**ENTRIES SHOWN**

┌──

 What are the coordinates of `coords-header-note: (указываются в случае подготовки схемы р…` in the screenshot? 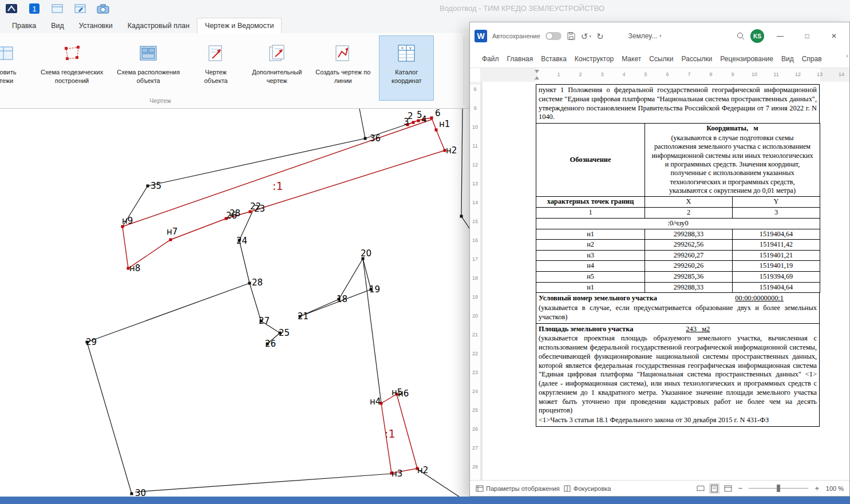 It's located at (733, 165).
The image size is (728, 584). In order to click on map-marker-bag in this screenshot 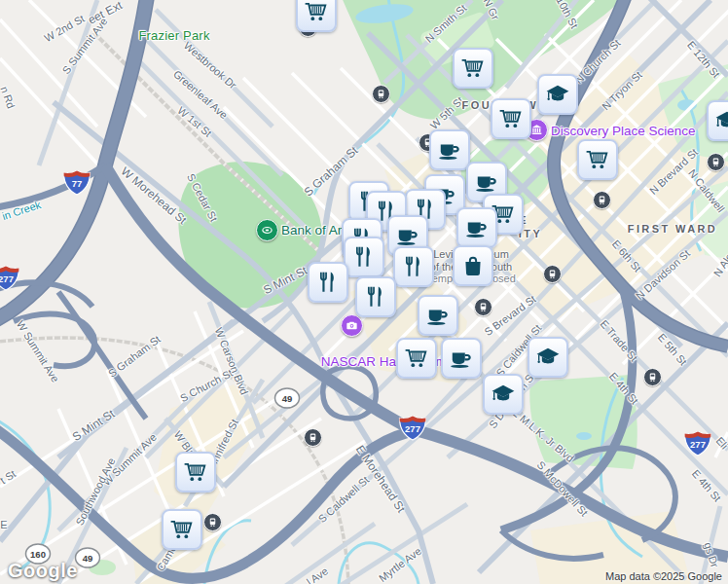, I will do `click(473, 266)`.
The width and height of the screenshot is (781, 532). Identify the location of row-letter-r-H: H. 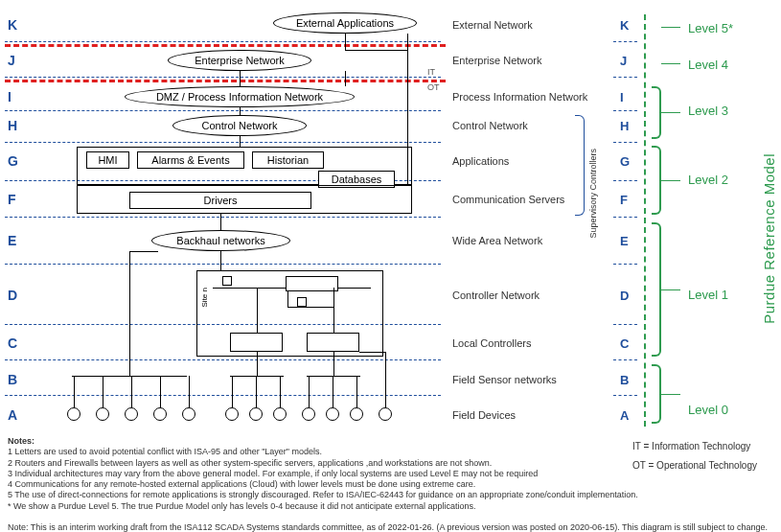
(625, 127).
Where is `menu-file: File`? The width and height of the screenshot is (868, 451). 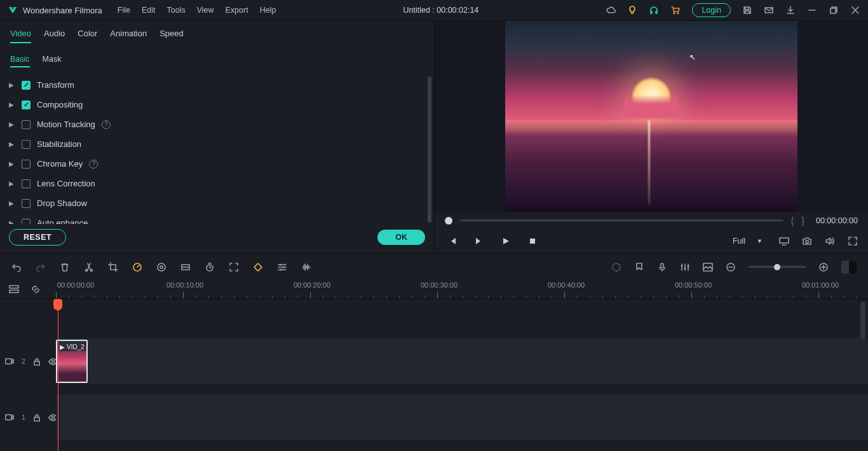
menu-file: File is located at coordinates (124, 10).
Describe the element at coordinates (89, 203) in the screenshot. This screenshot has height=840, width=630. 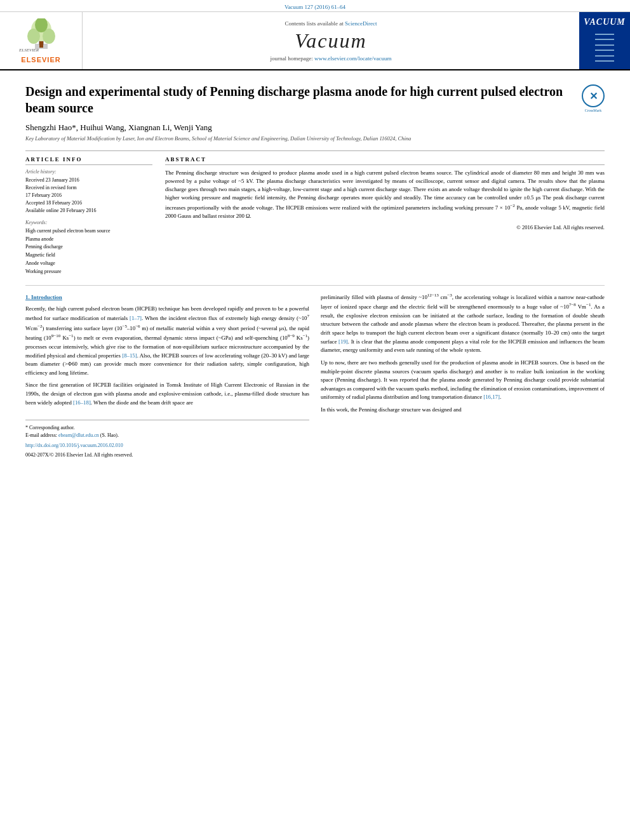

└──

**WORK TO COMPLETE**
These lines alone form the answer: the one containing "is (868, 451)." and every line after it through the end of the material, exactly as written, pictures left out.

**ANSWER BOX**
Where is `menu-file: File`? The width and height of the screenshot is (868, 451). 
menu-file: File is located at coordinates (124, 10).
Describe the element at coordinates (89, 203) in the screenshot. This screenshot has height=840, width=630. 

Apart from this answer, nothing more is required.